12 o'clock, March 22, 2003

On the question of how postwar Iraq should be governed and by whom, retired US Army general Wesley Clark has a nice editorial in the Washington Post. We shouldn’t get our hopes up that reconstructing Iraq will be as easy as reconstructing Japan.

Japan was not at odds with itself. It possessed the raw material for postwar reconstruction: an educated, industrious population; some surviving infrastructure; and modern industrial experience. Imperial Japan was also largely free of the problems of large, restive minorities... Defeat, when it came, was palpable, complete and unquestioned... Literacy was high, and the culture valued hard work and discipline... Almost none of those conditions will be present in post-Saddam Iraq.

This certainly dovetails with what I know of modern Japanese history. (And while I can’t claim to know the Mideast the way I know Japan, what I do know on that score certainly dovetails as well.)

Nor should we be looking for another MacArthur:

We have many highly capable, well-educated generals... but none of them alone can “do a MacArthur” and shouldn’t try. The search for such a figure is escapism, a desire to turn over responsibilities to someone, give him a title — and few resources — and hope the problems go away.

General Clark is a former c-in-c of US Southern Command and a former Supreme Allied Commander Europe, so he ought to know whereof he speaks. It’s years since I read William Manchester’s American Caesar. I should dig it out again.

Comments

I think Clark is dead wrong on nearly every point.

My response is on my blog, here.

—— Derek James, 2:33 PM, Saturday, March 22, 2003

It makes me wonder if France and Russia might be making a pretty shrewd gamble here. If the U.S. attempt to rebuild Iraq as a democracy proves to be a failure, or possibly an outright disaster, than that would tend to vindicate the French/Russian position and discredit the U.S. position.

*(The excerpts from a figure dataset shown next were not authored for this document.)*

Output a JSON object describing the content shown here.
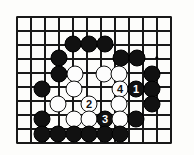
{
  "diagram": {
    "board": {
      "style": "go-board-grid",
      "line_color": "#1a1a1a",
      "background_color": "#fdfdfb",
      "cell_size": 14,
      "origin_x": 17,
      "origin_y": 17,
      "cols": 12,
      "rows": 10,
      "right_edge_x": 171,
      "top_edge_y": 17,
      "bottom_edge_y": 143,
      "left_edge_x": 17
    },
    "star_points": [
      {
        "name": "hoshi-upper-right",
        "x": 157,
        "y": 58
      }
    ],
    "colors": {
      "black_stone": "#111111",
      "white_stone": "#fdfdfd",
      "stone_outline": "#111111",
      "black_label_text": "#ffffff",
      "white_label_text": "#111111"
    },
    "stones": [
      {
        "name": "black-stone",
        "color": "black",
        "x": 73,
        "y": 44,
        "label": ""
      },
      {
        "name": "black-stone",
        "color": "black",
        "x": 89,
        "y": 44,
        "label": ""
      },
      {
        "name": "black-stone",
        "color": "black",
        "x": 105,
        "y": 44,
        "label": ""
      },
      {
        "name": "black-stone",
        "color": "black",
        "x": 59,
        "y": 58,
        "label": ""
      },
      {
        "name": "black-stone",
        "color": "black",
        "x": 121,
        "y": 58,
        "label": ""
      },
      {
        "name": "black-stone",
        "color": "black",
        "x": 137,
        "y": 58,
        "label": ""
      },
      {
        "name": "black-stone",
        "color": "black",
        "x": 59,
        "y": 74,
        "label": ""
      },
      {
        "name": "white-stone",
        "color": "white",
        "x": 75,
        "y": 74,
        "label": ""
      },
      {
        "name": "white-stone",
        "color": "white",
        "x": 104,
        "y": 74,
        "label": ""
      },
      {
        "name": "white-stone",
        "color": "white",
        "x": 119,
        "y": 74,
        "label": ""
      },
      {
        "name": "black-stone",
        "color": "black",
        "x": 152,
        "y": 74,
        "label": ""
      },
      {
        "name": "black-stone",
        "color": "black",
        "x": 42,
        "y": 89,
        "label": ""
      },
      {
        "name": "white-stone",
        "color": "white",
        "x": 74,
        "y": 89,
        "label": ""
      },
      {
        "name": "white-stone-move-4",
        "color": "white",
        "x": 120,
        "y": 89,
        "label": "4"
      },
      {
        "name": "black-stone-move-1",
        "color": "black",
        "x": 136,
        "y": 89,
        "label": "1"
      },
      {
        "name": "black-stone",
        "color": "black",
        "x": 152,
        "y": 89,
        "label": ""
      },
      {
        "name": "white-stone",
        "color": "white",
        "x": 58,
        "y": 104,
        "label": ""
      },
      {
        "name": "white-stone-move-2",
        "color": "white",
        "x": 89,
        "y": 104,
        "label": "2"
      },
      {
        "name": "white-stone",
        "color": "white",
        "x": 119,
        "y": 104,
        "label": ""
      },
      {
        "name": "black-stone",
        "color": "black",
        "x": 152,
        "y": 104,
        "label": ""
      },
      {
        "name": "black-stone",
        "color": "black",
        "x": 42,
        "y": 119,
        "label": ""
      },
      {
        "name": "white-stone",
        "color": "white",
        "x": 74,
        "y": 119,
        "label": ""
      },
      {
        "name": "white-stone",
        "color": "white",
        "x": 89,
        "y": 119,
        "label": ""
      },
      {
        "name": "black-stone-move-3",
        "color": "black",
        "x": 105,
        "y": 119,
        "label": "3"
      },
      {
        "name": "white-stone",
        "color": "white",
        "x": 120,
        "y": 119,
        "label": ""
      },
      {
        "name": "black-stone",
        "color": "black",
        "x": 136,
        "y": 119,
        "label": ""
      },
      {
        "name": "black-stone",
        "color": "black",
        "x": 42,
        "y": 134,
        "label": ""
      },
      {
        "name": "black-stone",
        "color": "black",
        "x": 58,
        "y": 134,
        "label": ""
      },
      {
        "name": "black-stone",
        "color": "black",
        "x": 74,
        "y": 134,
        "label": ""
      },
      {
        "name": "black-stone",
        "color": "black",
        "x": 89,
        "y": 134,
        "label": ""
      },
      {
        "name": "black-stone",
        "color": "black",
        "x": 105,
        "y": 134,
        "label": ""
      },
      {
        "name": "black-stone",
        "color": "black",
        "x": 120,
        "y": 134,
        "label": ""
      }
    ]
  }
}
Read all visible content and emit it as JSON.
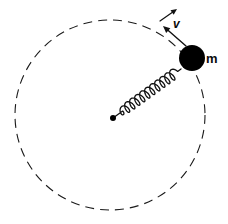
{
  "figure": {
    "background_color": "#ffffff",
    "stroke_color": "#111111",
    "width": 228,
    "height": 224
  },
  "orbit": {
    "name": "dashed-circular-path",
    "center_x": 110,
    "center_y": 115,
    "radius": 95,
    "style": "dashed",
    "dash_length": 9,
    "dash_gap": 6,
    "stroke_width": 1.1,
    "color": "#1a1a1a"
  },
  "pivot": {
    "name": "center-pivot-dot",
    "x": 113,
    "y": 118,
    "radius": 3,
    "color": "#000000"
  },
  "mass": {
    "name": "point-mass",
    "label": "m",
    "x": 192,
    "y": 58,
    "radius": 13,
    "color": "#000000",
    "label_x": 206,
    "label_y": 63
  },
  "spring": {
    "name": "coil-spring",
    "from_x": 113,
    "from_y": 118,
    "to_x": 181,
    "to_y": 69,
    "coils": 11,
    "amplitude": 5.2,
    "lead_in": 9,
    "lead_out": 7,
    "stroke_width": 1.3,
    "color": "#111111"
  },
  "velocity": {
    "name": "velocity-vector",
    "label": "v",
    "tail_x": 186,
    "tail_y": 46,
    "head_x": 163,
    "head_y": 26,
    "stroke_width": 1.4,
    "color": "#111111",
    "label_x": 173,
    "label_y": 28
  },
  "tangent_arrow": {
    "name": "tangent-direction-arrow",
    "start_x": 160,
    "start_y": 21,
    "end_x": 177,
    "end_y": 9,
    "stroke_width": 1.2,
    "color": "#111111"
  }
}
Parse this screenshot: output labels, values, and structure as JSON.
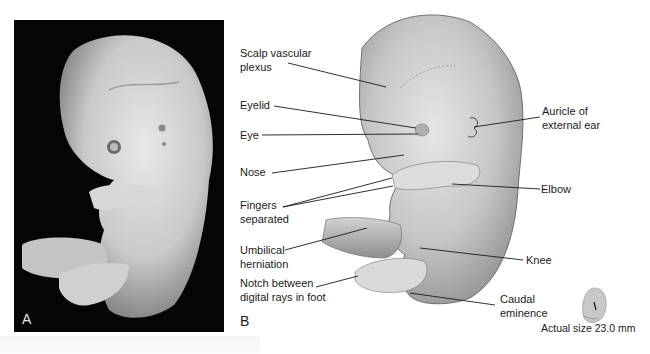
{
  "figure": {
    "panels": [
      {
        "id": "A",
        "letter": "A",
        "kind": "photograph",
        "description": "Embryo specimen photograph on black background"
      },
      {
        "id": "B",
        "letter": "B",
        "kind": "illustration",
        "description": "Labeled drawing of embryo, lateral view"
      }
    ],
    "labels": {
      "scalp_vascular_plexus": [
        "Scalp vascular",
        "plexus"
      ],
      "eyelid": "Eyelid",
      "eye": "Eye",
      "nose": "Nose",
      "fingers_separated": [
        "Fingers",
        "separated"
      ],
      "umbilical_herniation": [
        "Umbilical",
        "herniation"
      ],
      "notch_between_digital_rays": [
        "Notch between",
        "digital rays in foot"
      ],
      "auricle_external_ear": [
        "Auricle of",
        "external ear"
      ],
      "elbow": "Elbow",
      "knee": "Knee",
      "caudal_eminence": [
        "Caudal",
        "eminence"
      ]
    },
    "scale_reference": {
      "caption": "Actual size 23.0 mm"
    },
    "colors": {
      "photo_background": "#050505",
      "embryo_skin_light": "#e2e2e2",
      "embryo_skin_dark": "#8a8a8a",
      "leader_line": "#1a1a1a"
    }
  }
}
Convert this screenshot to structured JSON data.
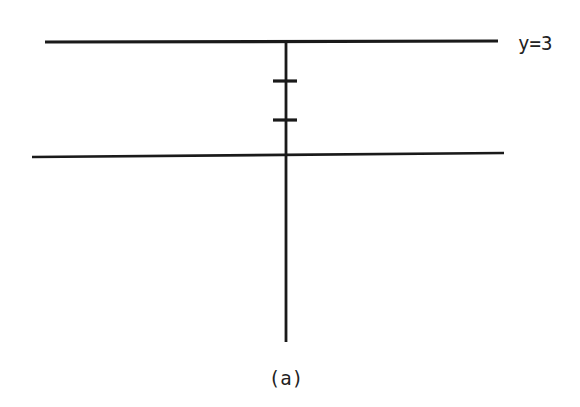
{
  "figure": {
    "caption": "(a)",
    "line_label": "y=3",
    "stroke_color": "#1a1a1a",
    "background": "#ffffff",
    "elements": {
      "top_line": {
        "x1": 45,
        "y1": 42,
        "x2": 498,
        "y2": 41,
        "label": "y=3"
      },
      "bottom_line": {
        "x1": 32,
        "y1": 157,
        "x2": 504,
        "y2": 153
      },
      "vertical_line": {
        "x1": 286,
        "y1": 42,
        "x2": 286,
        "y2": 342
      },
      "ticks": [
        {
          "y": 81,
          "x1": 273,
          "x2": 297
        },
        {
          "y": 120,
          "x1": 273,
          "x2": 297
        }
      ]
    }
  }
}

If U.S. interventionism is discredited at home and abroad, it would tend to shift the emphasis back to multilateral venues like the U.N. where France and Russia have more opportunity for influence.

I would be interested to get your thoughts on this.

—— Bob Stokes, 7:49 PM, Saturday, March 22, 2003

A more charitable way of saying that would be that Russia and France expect the invasion of Iraq to end in disaster, and don’t want to be associated with it either directly or through the UN. I doubt their calculations are that straightforward, though.